Starlight managed to hold her indignation in until the Flim Flam brothers were out the door, but she could wait no longer.
“Adagio, what was that?” she hissed. “Baroness Pommel just commited fraud of the highest order, tried to bind ponies into a false indenture, and perjured herself all over the place! And you let her go!

Adagio sighed. “Starlight, you really are so naïve sometimes. Yes, we all know what Baroness Pommel just did. But proving it is a whole lot harder. Baroness Pommel’s story may be as transparent as glass, but to actually prove she’s lying, before a jury of the nobility? How do you propose we do that?”

Adagio continued as Starlight fumed. “Oh, I’m sure we could hurt Pommel if we went after her for this. We could probably get her on contractual irregularity or frivolous prosecution or something, make her pay some fines and do some damage to her reputation. And then, with us having spent all our ammunition, she’d have every incentive to strike back.
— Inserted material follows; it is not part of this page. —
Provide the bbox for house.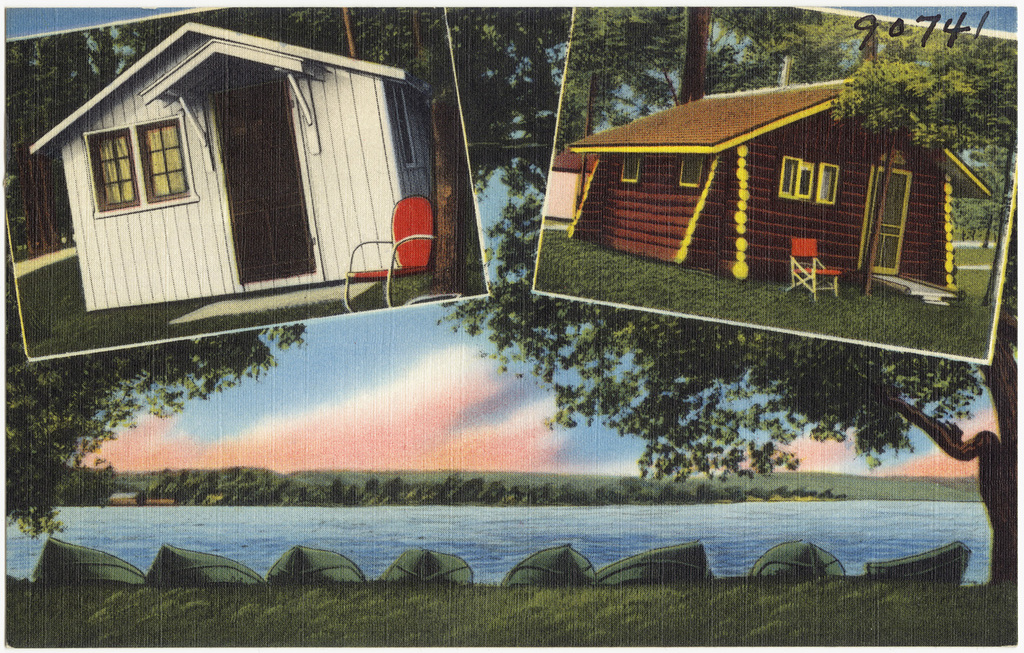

As it is, we all come out winners. The Flim Flam brothers get away unharmed, and Suri gets back into the Guild. Pommel won’t want a fight either, so she’ll steer clear of Suri for a time. It may not be right, but this is the way the world works.”

“It shouldn’t be!” retorted Starlight. She tapped her Elemental gem with one hoof. “These are supposed to mean that we’re better than the rest of the nobility!”
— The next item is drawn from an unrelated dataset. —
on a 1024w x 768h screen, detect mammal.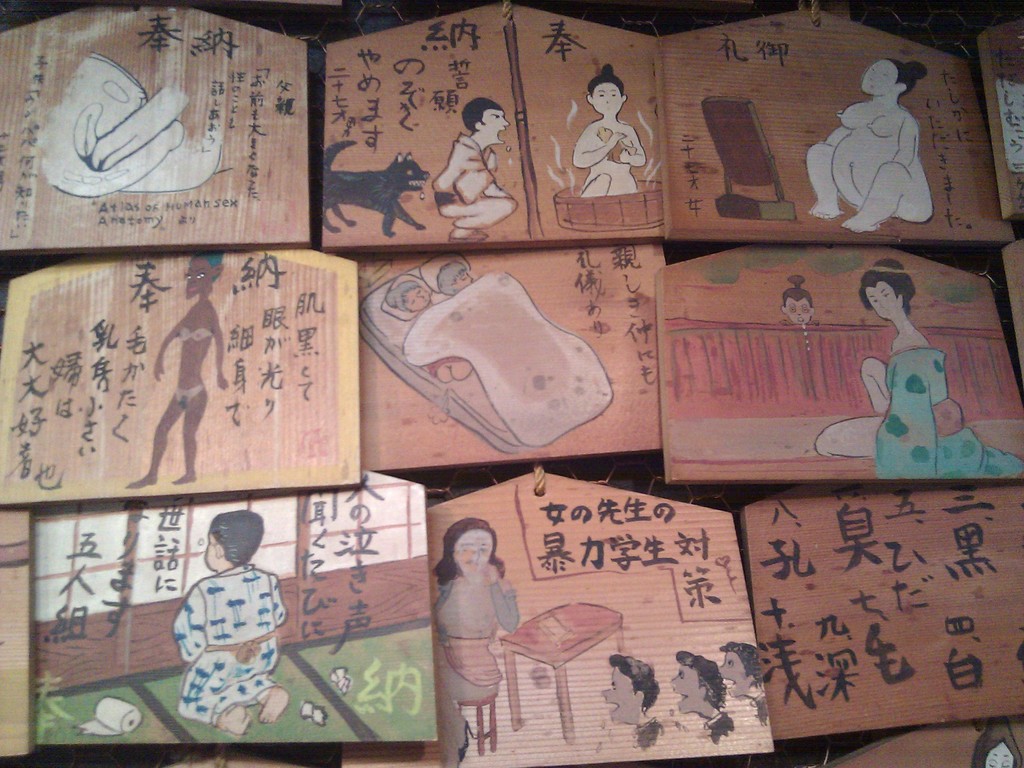
319 138 432 236.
Adagio laughed bitterly, “I dream of the day when I have that luxury. Unfortunately, that day is not quite yet.”

Before Starlight could figure out what to say to that, Adagio turned to Suri. “Suri, I think you owe us an explanation. Why were you so afraid of Baroness Pommel finding out about the Flim Flam brothers? What’s wrong with their project?”

Suri flinched, then took a deep breath. Starlight stamped down her frustration and settled back to listen.